13 May 2010

It is sometimes amazing to me how new upstarts morph into their own arch enemies. Case in point is Vonage. For years I used to have Vonage service at home as a backup phone service. I was on a 500 minute plan for $14.99+taxes. This was a great plan for me as I didn’t use the phone much. However at some point they decided that was too little money and they hiked up the price to $16.99 (something like that). It may seem like a small difference but I figured I may be better of elsewhere. I ended up switching to Galaxy Voice which I am using to this day since they had more flexible calling plans.

We recently expanded our office space and we needed a phone line added to a conference room. Since I had my old Vonage adapter at home I figured I would bring it and we’d use it. I thought it would be as easy as going to Vonage’s web site, supplying the phone adapter ID and my credit card number and I would be set. It wasn’t so. After entering the phone ID I got this message

The MAC address you entered is associated with an existing Vonage account. Please call our Customer Care department at 1-866-293-5676 for immediate assistance.

I called the number and spoke to someone in Customer service. This took about 20 minutes while the person kept re-asking for the same data and concluded that they couldn’t help me and that I would have to talk to tech support. Tech support guy was equally unhelpful. Basically I could not activate a device that was ever used before since the system “knew” about it. Talk about having a piece of useless technological trash. At that point I was sufficiently frustrated to end the call. I tweeted about my experience and a day later I was contacted by Vonage’s Twitter team about having someone at customer service contact me. I thought I’d give it a go. I got a call and this experience was not a whole lot better than the previous ones. Person kept asking me for my personal information including name, billing address, what was the credit card number I used for paying bills and the e-mail address I used. Since this was more than a year ago and I have dozens of e-mail addresses I said I couldn’t remember. At that point I ended the call since I was sufficiently frustrated. I was willing to give these people money yet they were making me jump through all this hoops. I don’t get it.

It occurred to me later that this was very similar to experiences that I had with a local phone company when I would move and I would have to get through all these bureaucratic hoops to make sure all my features stayed the same after I moved.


*Problem statement*. Repeat the listing that comes next, leaving nothing out and changing nothing.

[Opening Working data section]

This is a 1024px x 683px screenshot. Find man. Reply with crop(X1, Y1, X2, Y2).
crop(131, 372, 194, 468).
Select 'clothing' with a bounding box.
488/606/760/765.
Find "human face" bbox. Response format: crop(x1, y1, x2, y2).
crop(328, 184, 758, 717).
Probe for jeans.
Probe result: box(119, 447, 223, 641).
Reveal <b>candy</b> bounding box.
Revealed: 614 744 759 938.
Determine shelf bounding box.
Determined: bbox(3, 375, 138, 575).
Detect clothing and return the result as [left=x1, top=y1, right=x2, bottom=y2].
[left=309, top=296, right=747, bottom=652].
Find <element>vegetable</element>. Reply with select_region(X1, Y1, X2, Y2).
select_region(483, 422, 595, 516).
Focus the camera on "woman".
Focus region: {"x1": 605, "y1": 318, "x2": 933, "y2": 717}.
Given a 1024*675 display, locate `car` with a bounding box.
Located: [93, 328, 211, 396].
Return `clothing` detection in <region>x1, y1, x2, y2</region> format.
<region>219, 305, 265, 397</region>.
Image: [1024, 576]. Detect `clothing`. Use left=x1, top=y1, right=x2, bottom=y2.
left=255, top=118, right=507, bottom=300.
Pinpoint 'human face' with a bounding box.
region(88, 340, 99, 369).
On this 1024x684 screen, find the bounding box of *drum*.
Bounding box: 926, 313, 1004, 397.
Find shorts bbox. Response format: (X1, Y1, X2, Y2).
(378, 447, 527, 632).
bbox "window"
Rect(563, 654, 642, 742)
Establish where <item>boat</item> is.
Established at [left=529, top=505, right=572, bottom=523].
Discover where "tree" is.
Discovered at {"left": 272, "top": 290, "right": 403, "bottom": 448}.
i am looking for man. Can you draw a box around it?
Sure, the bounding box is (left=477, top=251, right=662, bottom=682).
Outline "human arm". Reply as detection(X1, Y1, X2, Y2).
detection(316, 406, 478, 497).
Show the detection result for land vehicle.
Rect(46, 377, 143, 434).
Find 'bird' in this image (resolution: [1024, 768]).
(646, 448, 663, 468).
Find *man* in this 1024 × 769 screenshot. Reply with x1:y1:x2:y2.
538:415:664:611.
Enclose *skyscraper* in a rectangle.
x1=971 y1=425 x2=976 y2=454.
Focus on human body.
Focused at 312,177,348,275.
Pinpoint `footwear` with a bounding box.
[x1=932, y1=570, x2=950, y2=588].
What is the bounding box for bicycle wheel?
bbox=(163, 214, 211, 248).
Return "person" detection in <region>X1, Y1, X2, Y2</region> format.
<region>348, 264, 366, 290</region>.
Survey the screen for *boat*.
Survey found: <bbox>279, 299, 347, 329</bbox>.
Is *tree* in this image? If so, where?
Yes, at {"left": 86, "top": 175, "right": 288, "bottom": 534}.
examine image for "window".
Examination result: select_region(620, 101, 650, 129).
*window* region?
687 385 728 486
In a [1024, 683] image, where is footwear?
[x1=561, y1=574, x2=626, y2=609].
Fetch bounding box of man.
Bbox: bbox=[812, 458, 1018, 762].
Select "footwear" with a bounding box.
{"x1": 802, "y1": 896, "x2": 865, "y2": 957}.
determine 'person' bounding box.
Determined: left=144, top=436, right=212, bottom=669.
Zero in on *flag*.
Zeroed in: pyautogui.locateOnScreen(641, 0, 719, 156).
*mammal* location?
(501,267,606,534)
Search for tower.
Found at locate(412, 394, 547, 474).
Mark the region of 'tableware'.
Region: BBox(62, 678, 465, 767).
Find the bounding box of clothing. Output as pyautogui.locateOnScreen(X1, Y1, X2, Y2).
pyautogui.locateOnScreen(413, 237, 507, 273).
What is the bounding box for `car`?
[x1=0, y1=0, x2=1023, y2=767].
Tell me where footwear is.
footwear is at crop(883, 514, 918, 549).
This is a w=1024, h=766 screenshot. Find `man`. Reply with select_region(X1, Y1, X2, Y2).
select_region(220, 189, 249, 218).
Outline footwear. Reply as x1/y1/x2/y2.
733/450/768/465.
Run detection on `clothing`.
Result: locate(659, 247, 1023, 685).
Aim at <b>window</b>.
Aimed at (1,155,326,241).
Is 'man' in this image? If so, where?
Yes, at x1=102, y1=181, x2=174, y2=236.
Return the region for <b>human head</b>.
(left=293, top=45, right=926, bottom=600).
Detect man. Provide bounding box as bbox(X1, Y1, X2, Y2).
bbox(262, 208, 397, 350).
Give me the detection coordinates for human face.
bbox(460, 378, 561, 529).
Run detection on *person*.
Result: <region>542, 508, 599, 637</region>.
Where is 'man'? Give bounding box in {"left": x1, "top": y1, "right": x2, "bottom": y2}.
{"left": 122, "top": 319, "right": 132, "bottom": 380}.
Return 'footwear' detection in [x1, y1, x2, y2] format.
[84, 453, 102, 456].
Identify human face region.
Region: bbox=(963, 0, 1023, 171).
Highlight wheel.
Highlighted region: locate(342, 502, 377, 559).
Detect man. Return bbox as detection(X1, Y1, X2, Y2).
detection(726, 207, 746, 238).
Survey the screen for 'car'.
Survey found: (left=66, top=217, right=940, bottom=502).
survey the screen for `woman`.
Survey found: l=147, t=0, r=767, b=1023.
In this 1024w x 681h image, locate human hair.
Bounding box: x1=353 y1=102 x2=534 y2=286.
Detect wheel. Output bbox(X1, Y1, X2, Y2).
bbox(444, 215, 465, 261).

[Closing Working data section]

*Response box*.
This is a 1024px x 683px screenshot. Find man. Reply with crop(X1, Y1, X2, Y2).
crop(131, 372, 194, 468).
Select 'clothing' with a bounding box.
488/606/760/765.
Find "human face" bbox. Response format: crop(x1, y1, x2, y2).
crop(328, 184, 758, 717).
Probe for jeans.
Probe result: box(119, 447, 223, 641).
Reveal <b>candy</b> bounding box.
Revealed: 614 744 759 938.
Determine shelf bounding box.
Determined: bbox(3, 375, 138, 575).
Detect clothing and return the result as [left=x1, top=y1, right=x2, bottom=y2].
[left=309, top=296, right=747, bottom=652].
Find <element>vegetable</element>. Reply with select_region(X1, Y1, X2, Y2).
select_region(483, 422, 595, 516).
Focus the camera on "woman".
Focus region: {"x1": 605, "y1": 318, "x2": 933, "y2": 717}.
Given a 1024*675 display, locate `car` with a bounding box.
Located: [93, 328, 211, 396].
Return `clothing` detection in <region>x1, y1, x2, y2</region> format.
<region>219, 305, 265, 397</region>.
Image: [1024, 576]. Detect `clothing`. Use left=x1, top=y1, right=x2, bottom=y2.
left=255, top=118, right=507, bottom=300.
Pinpoint 'human face' with a bounding box.
region(88, 340, 99, 369).
On this 1024x684 screen, find the bounding box of *drum*.
Bounding box: 926, 313, 1004, 397.
Find shorts bbox. Response format: (X1, Y1, X2, Y2).
(378, 447, 527, 632).
bbox "window"
Rect(563, 654, 642, 742)
Establish where <item>boat</item> is.
Established at [left=529, top=505, right=572, bottom=523].
Discover where "tree" is.
Discovered at {"left": 272, "top": 290, "right": 403, "bottom": 448}.
i am looking for man. Can you draw a box around it?
Sure, the bounding box is (left=477, top=251, right=662, bottom=682).
Outline "human arm". Reply as detection(X1, Y1, X2, Y2).
detection(316, 406, 478, 497).
Show the detection result for land vehicle.
Rect(46, 377, 143, 434).
Find 'bird' in this image (resolution: [1024, 768]).
(646, 448, 663, 468).
Find *man* in this 1024 × 769 screenshot. Reply with x1:y1:x2:y2.
538:415:664:611.
Enclose *skyscraper* in a rectangle.
x1=971 y1=425 x2=976 y2=454.
Focus on human body.
Focused at 312,177,348,275.
Pinpoint `footwear` with a bounding box.
[x1=932, y1=570, x2=950, y2=588].
What is the bounding box for bicycle wheel?
bbox=(163, 214, 211, 248).
Return "person" detection in <region>X1, Y1, X2, Y2</region> format.
<region>348, 264, 366, 290</region>.
Survey the screen for *boat*.
Survey found: <bbox>279, 299, 347, 329</bbox>.
Is *tree* in this image? If so, where?
Yes, at {"left": 86, "top": 175, "right": 288, "bottom": 534}.
examine image for "window".
Examination result: select_region(620, 101, 650, 129).
*window* region?
687 385 728 486
In a [1024, 683] image, where is footwear?
[x1=561, y1=574, x2=626, y2=609].
Fetch bounding box of man.
Bbox: bbox=[812, 458, 1018, 762].
Select "footwear" with a bounding box.
{"x1": 802, "y1": 896, "x2": 865, "y2": 957}.
determine 'person' bounding box.
Determined: left=144, top=436, right=212, bottom=669.
Zero in on *flag*.
Zeroed in: pyautogui.locateOnScreen(641, 0, 719, 156).
*mammal* location?
(501,267,606,534)
Search for tower.
Found at locate(412, 394, 547, 474).
Mark the region of 'tableware'.
Region: BBox(62, 678, 465, 767).
Find the bounding box of clothing. Output as pyautogui.locateOnScreen(X1, Y1, X2, Y2).
pyautogui.locateOnScreen(413, 237, 507, 273).
What is the bounding box for `car`?
[x1=0, y1=0, x2=1023, y2=767].
Tell me where footwear is.
footwear is at crop(883, 514, 918, 549).
This is a w=1024, h=766 screenshot. Find `man`. Reply with select_region(X1, Y1, X2, Y2).
select_region(220, 189, 249, 218).
Outline footwear. Reply as x1/y1/x2/y2.
733/450/768/465.
Run detection on `clothing`.
Result: locate(659, 247, 1023, 685).
Aim at <b>window</b>.
Aimed at (1,155,326,241).
Is 'man' in this image? If so, where?
Yes, at x1=102, y1=181, x2=174, y2=236.
Return the region for <b>human head</b>.
(left=293, top=45, right=926, bottom=600).
Detect man. Provide bounding box as bbox(X1, Y1, X2, Y2).
bbox(262, 208, 397, 350).
Give me the detection coordinates for human face.
bbox(460, 378, 561, 529).
Run detection on *person*.
Result: <region>542, 508, 599, 637</region>.
Where is 'man'? Give bounding box in {"left": x1, "top": y1, "right": x2, "bottom": y2}.
{"left": 122, "top": 319, "right": 132, "bottom": 380}.
Return 'footwear' detection in [x1, y1, x2, y2] format.
[84, 453, 102, 456].
Identify human face region.
Region: bbox=(963, 0, 1023, 171).
Highlight wheel.
Highlighted region: locate(342, 502, 377, 559).
Detect man. Return bbox as detection(X1, Y1, X2, Y2).
detection(726, 207, 746, 238).
Survey the screen for 'car'.
Survey found: (left=66, top=217, right=940, bottom=502).
survey the screen for `woman`.
Survey found: l=147, t=0, r=767, b=1023.
In this 1024w x 681h image, locate human hair.
Bounding box: x1=353 y1=102 x2=534 y2=286.
Detect wheel. Output bbox(X1, Y1, X2, Y2).
bbox(444, 215, 465, 261).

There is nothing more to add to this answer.